Past Reviews

Regional Reviews: Albuquerque/Santa Fe


Regional Reviews

Stones in His Pockets
Aux Dog Theatre

Also see Rob's reviews of The Seafarer of Time Stands Still


Ed Chavez and Micah Linford
Stones in His Pockets by Marie Jones is one of the five plays comprising the Southwest Irish Theater Festival, an undertaking in which five different Albuquerque theaters present five different plays by Irish writers, all within a two-month span. Stones follows on the heels of The Cripple of Inishmaan, which recently closed at the Vortex Theatre. I think it's coincidental (and I don't mean this ironically) that both plays come from 1996, deal with the effect that American filmmakers have on the locals in a small town in the west of Ireland, have one character who goes off to try to make it in the States and returns home disillusioned, and are comedies with some sadness thrown in.

Otherwise, the two plays are quite different (besides the fact that Inishmaan takes place in 1933 and Stones seems to take place in the 1990s). Inishmaan is traditionally cast, whereas Stones is what I call a "gimmick" play: here, the gimmick is that all of the fifteen or so roles are played by only two actors. As in the recent version of The 39 Steps, the fun of it (and its whole reason for being, I think) lies in seeing actors change in a split second from one character into another. In The 39 Steps, costume changes were involved, but here the actors transform themselves only by voice, accent and mannerisms. They don't step off stage and return as somebody else. They simply twirl around or sit down and stand up, and suddenly they are someone else. It took a few minutes for me to sort out who were the main characters and who the subsidiary characters, but it soon became easy enough to follow.

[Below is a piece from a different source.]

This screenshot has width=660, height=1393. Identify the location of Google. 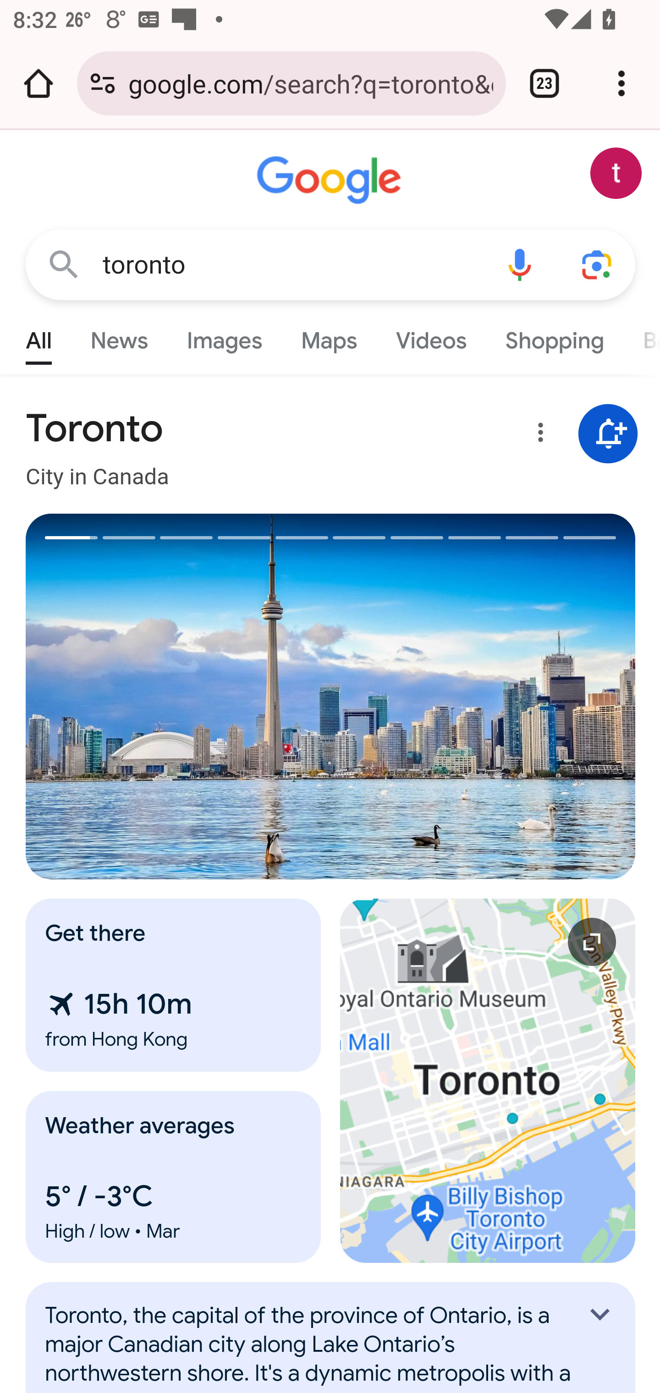
(331, 181).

We are mainly observing two extras during the filming of one of those Hollywood epics that gives us a phony, nostalgic, Americanized picture of Ireland. I have never seen Far and Away, but I imagine that's the kind of movie this play is referring to. The two extras are Jake Quinn (played by Micah Linford) and Charlie Conlon (Ed Chavez). We also see the American female star of the movie, who can't get the Irish accent down to save her life; the director; a couple of production assistants; a crusty old local, who is one of the few surviving extras from The Quiet Man; an ill-fated cousin of Jake; and a few more minor characters. All of them played by Linford and Chavez.

The plot, what there is of it, is for you to figure out as you watch the play. I think there is some metaphorical allusion to Ireland's economic "miracle" in the 1990s, when foreigners were pouring money into the country and, as the play says, some of the locals were making twice the income they had made the year before, and some of the poorer folk were being priced out of their own land. We know now that it was a bubble even bigger than our own, but at least the Irish can blame outsiders to some extent.

I have a couple quibbles with the play itself. Is it likely that the Hollywood movie star would know a poem by Seamus Heaney well enough to correct Jake when he tries to impress her by quoting it as if it were his own? (The poem, by the way, is the "Exposure" section of a long poem called Singing School. Maybe it's more famous than I know.) And I was disappointed by the ending of the play. It reminds me of one of those "Saturday Night Live" sketches that is really clever and funny until they don't know how to end it, so they get all postmodern and self-referential. Here, our two main characters say why don't they do a movie in which "the extras are the stars and the stars are the extras" and call it Stones in His Pockets. In other words, the play you just saw.

But none of this is very important. The real reason to see the play is to see two actors acting. For the most part, Linford and Chavez do an outstanding job. Not only do they have to use Irish accents, but they have to use different Irish accents, and as far as I could tell, they do a great job with them. For this, dialect coach Alan Hudson, a native Irishman, deserves a lot of credit (as well as credit for being one of the instigators of the Irish Theater Festival). At the performance I attended, I thought I detected a little of what I would term "accent fatigue" in Ed Chavez toward the end of the play—some American intonations started creeping in. It must be mentally fatiguing to keep up an accent for a couple hours, just as it is tiring to speak a foreign language for a long time. You want to lapse back into your native speech patterns and relax.

Linford and Chavez delineate all of the characters so well that we soon forget the "gimmick" and start seeing them as real personalities. Some of the mannerisms they use for the secondary characters are pretty florid, but so what? They're doing comedy, for the most part. And, besides, they don't have costumes to work with. Terry Davis, the director, keeps the action flowing rapidly and seamlessly. The set is simple but the painted backdrop (apparently by David Newman and Dale Diamond) is lovely and is bracketed by film sprockets—a reference to the movie set on which the play takes place and to the "movie Ireland" that the Hollywood crew is filming, but maybe also to let us know that what we are seeing on stage is as artificial as any film.

Stones in His Pockets by Marie Jones is being presented at the Aux Dog Theatre, on Monte Vista near Central in Albuquerque, through March 25, on Fridays and Saturdays at 8:00 and Sundays at 2:00. For reservations and information, see auxdog.com.